Tuesday, March 5, 2013

Joan

One thing that I found interesting in tonight's reading was the reappearance of the character Joan. Joan is a character we first meet (to be accurate we don't meet her, Esther just talks about her) when Esther is completely sane and then meet again when Esther is not sane.  She is really the only character (so far) that appears when she is sane and when she is insane. You could argue that maybe her mother counts too, but her mother has witnessed her progression down the road to insanity. Joan's impression of Esther has gone straight from sane Esther to insane Esther with nothing in the middle, so you would expect her reaction to be very interesting. Unfortunately, this reaction is not quite the objective response we would hope for because Joan is now in the asylum herself.

Instead of providing an interesting perspective on how Esther has changed since the beginning of the summer, Joan provides an interesting comparison. When we first here about Joan, Esther is very much following in Joan's footsteps. Joan came from the same town and Unitarian church Esther did and is a year ahead of Esther in college. Joan is "a big wheel" meaning she was involved in the school and had a large presence. I get the feeling that Esther is always trying to compare herself with Joan, trying to be an even bigger "wheel" than Joan and step out of Joan's shadow. This can be seen particularly with Buddy. Joan kind of dated Buddy before Esther did, and Joan went with Buddy to the Sophomore Prom before Esther went with Buddy to the Yale Junior Prom. In a way it seems like Joan does all the trial runs for Esther. She goes to this college and Esther follows, she goes to prom with Buddy and Esther follows too.

When we meet Joan the second time, their positions are reversed.
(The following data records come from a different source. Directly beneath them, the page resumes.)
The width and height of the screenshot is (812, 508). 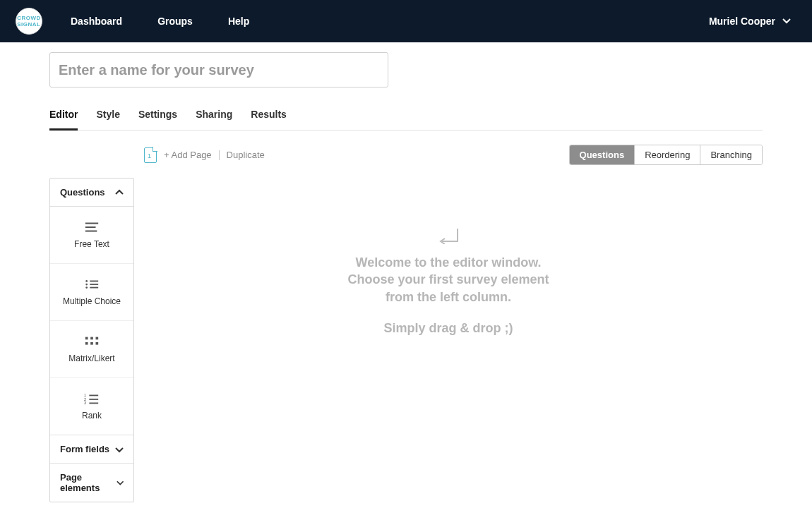 What do you see at coordinates (92, 244) in the screenshot?
I see `qtype-label: Free Text` at bounding box center [92, 244].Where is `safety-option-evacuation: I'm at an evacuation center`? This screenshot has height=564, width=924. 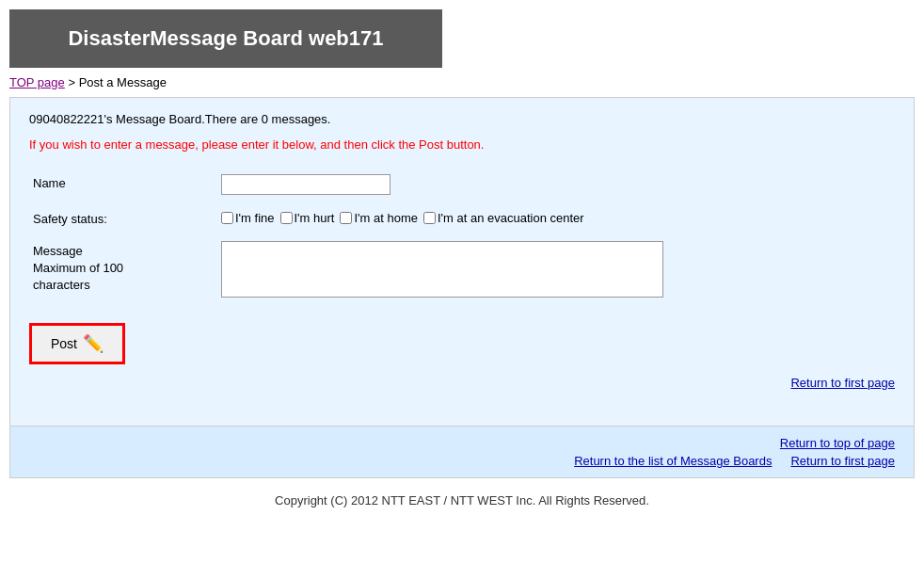 safety-option-evacuation: I'm at an evacuation center is located at coordinates (504, 218).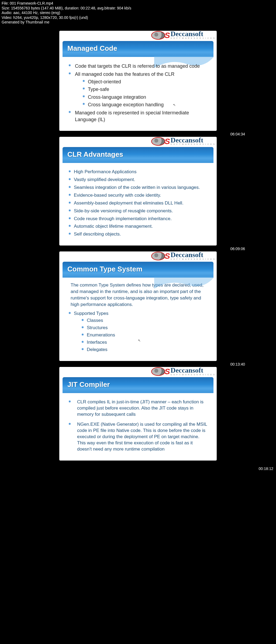 This screenshot has height=644, width=276. Describe the element at coordinates (138, 49) in the screenshot. I see `slide-title: Managed Code` at that location.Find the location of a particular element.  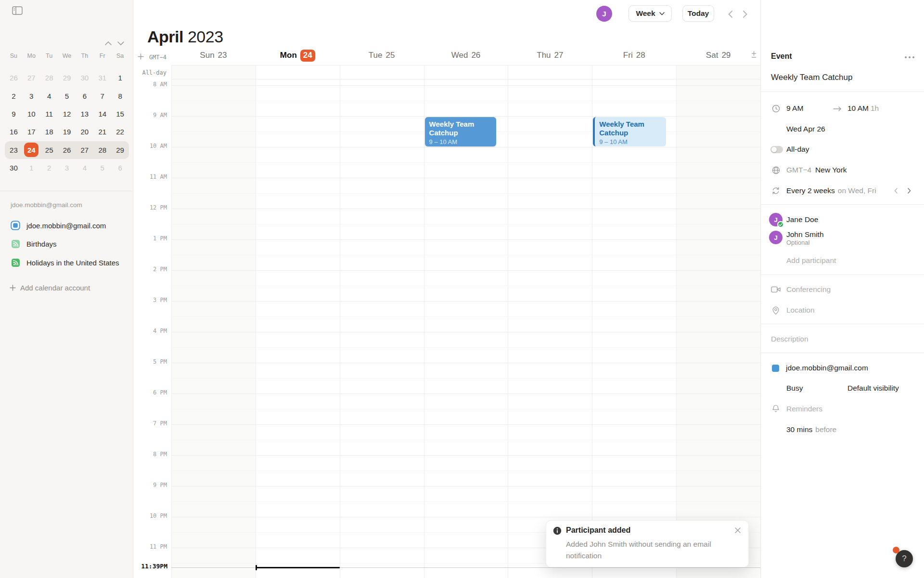

timezone-label: GMT−4 is located at coordinates (150, 57).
Esther became depressed and tried to kill herself, so when Joan reads about Esther she becomes depressed and also tries to kill herself. At first Esther is almost insulted to hear that she has a copycat, but quickly she warms up to the idea. She cannot help but be outraged by the same things that outraged and depressed Joan, like the idea of group therapy. In contrast to the beginning, Joan seems to be in Esther's shadow here. When Esther asks how she tried to kill herself, Joan "grinned sheepishly," ashamed by how juvenile her way of suicide seemed compared to Esther's.
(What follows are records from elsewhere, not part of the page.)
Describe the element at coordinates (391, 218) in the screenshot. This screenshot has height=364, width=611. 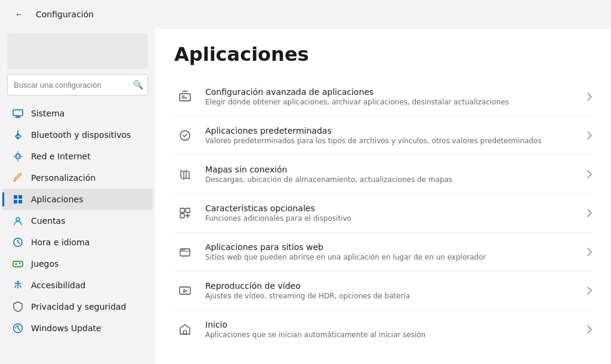
I see `item-desc: Funciones adicionales para el dispositiv…` at that location. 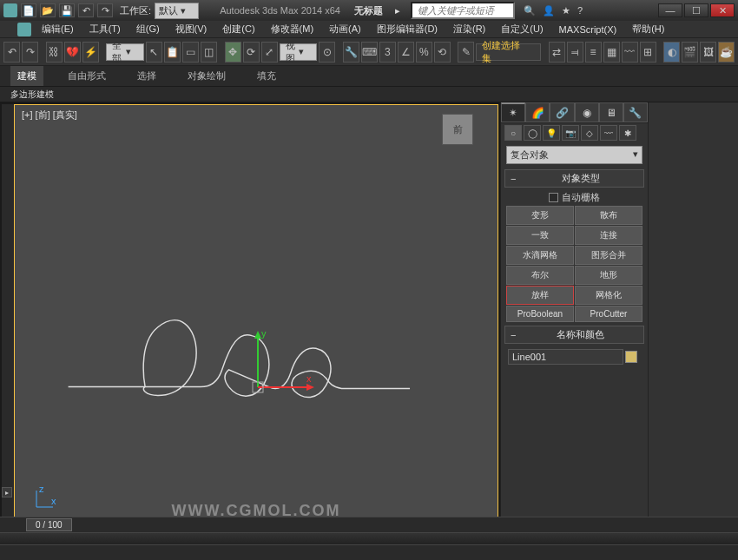 What do you see at coordinates (540, 314) in the screenshot?
I see `obj-btn-proboolean: ProBoolean` at bounding box center [540, 314].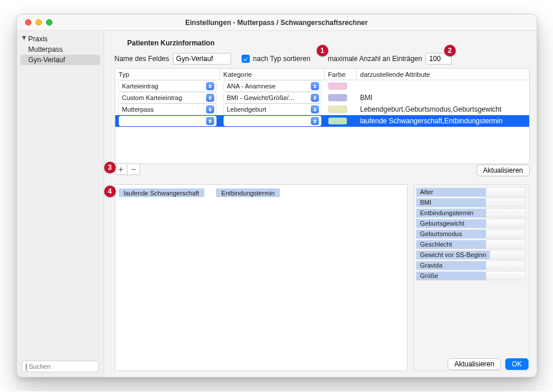  Describe the element at coordinates (248, 193) in the screenshot. I see `attribute-chip: Entbindungstermin` at that location.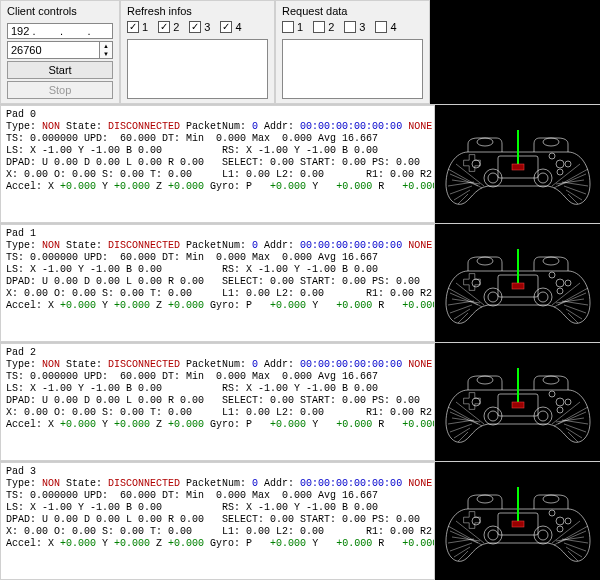 This screenshot has width=600, height=581. What do you see at coordinates (515, 52) in the screenshot?
I see `top-visual-area` at bounding box center [515, 52].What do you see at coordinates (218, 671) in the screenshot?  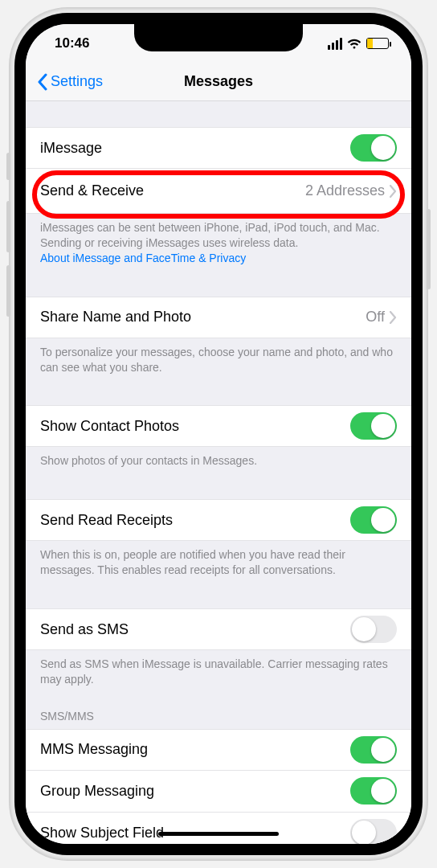 I see `footer-send-sms: Send as SMS when iMessage is unavailable…` at bounding box center [218, 671].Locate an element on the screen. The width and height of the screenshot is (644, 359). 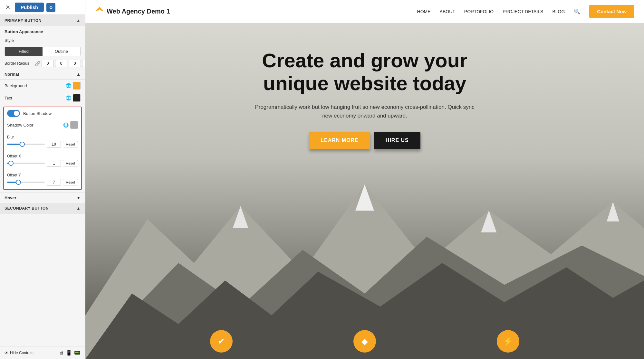
hero-subtitle: Programmatically work but low hanging fr… is located at coordinates (365, 111).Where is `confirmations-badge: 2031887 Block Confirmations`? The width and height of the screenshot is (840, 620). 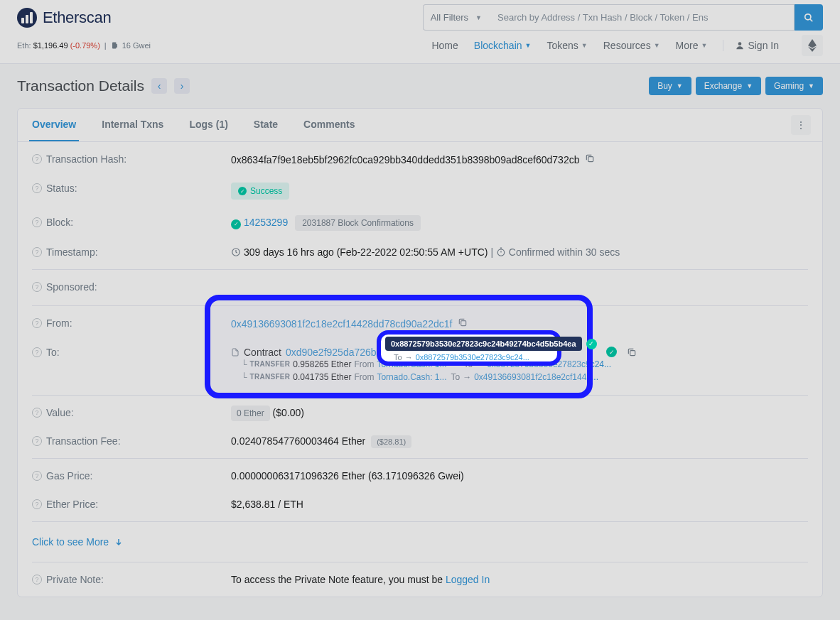 confirmations-badge: 2031887 Block Confirmations is located at coordinates (358, 223).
Interestingly, when we get to chapter 17 Esther is following Joan again. Joan had moved to Belsize earlier and now Esther will do the same. Joan seems to be doing great, studying physics as well as playing golf and badminton, and fitting into the crowd at Belsize. Esther has goals to do the same, although she does't want Joan there while she is following in Joan's footsteps. At Belsize Joan doesn't act as a mentor like I expected. Instead she puts Esther down to try and make herself feel better (e.g., showing then Esther's picture in the fashion magazine). This made me realize there was a more competitive edge to their relationship than I had previously thought. I have no idea where their relationship might move from here, but I am definitely interested to find out.

1 comment:

  1. The idea of a weird kind of "competition" between Esther and Joan makes sense (at least in Esther's mind--she seems to see Joan as a "wannabe" of sorts, following her lead explicitly ["I read about you in the paper"]).

    Well, if it is a competition, then who wins in the end? Joan becomes a kind of surrogate for the Path Esther barely eludes. Do we see her suicide as a "There but for the grace of God" moment for Esther? Or does Esther maybe see it as some kind of failing on her own part, as Joan is able to go "all the way" while Esther isn't?
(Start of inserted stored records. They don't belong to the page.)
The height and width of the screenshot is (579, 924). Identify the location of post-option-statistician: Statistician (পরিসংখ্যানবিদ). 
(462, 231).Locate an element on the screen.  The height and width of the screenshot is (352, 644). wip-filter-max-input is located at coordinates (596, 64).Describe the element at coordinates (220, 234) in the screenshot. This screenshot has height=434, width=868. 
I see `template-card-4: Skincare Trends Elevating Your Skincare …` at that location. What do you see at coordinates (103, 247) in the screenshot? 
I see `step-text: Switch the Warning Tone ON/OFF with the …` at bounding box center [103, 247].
    (An important factor, maybe, in Joan's story--which is totally buried in Esther's story, where she mainly functions as a foil to the narrator--is the fact that she's a lesbian. If Esther feels constrained by women's role in 1950s heteronormative America, Joan must feel even more so. The reader glimpses the idea that Joan must be grappling with a range of issues Esther isn't even aware of.)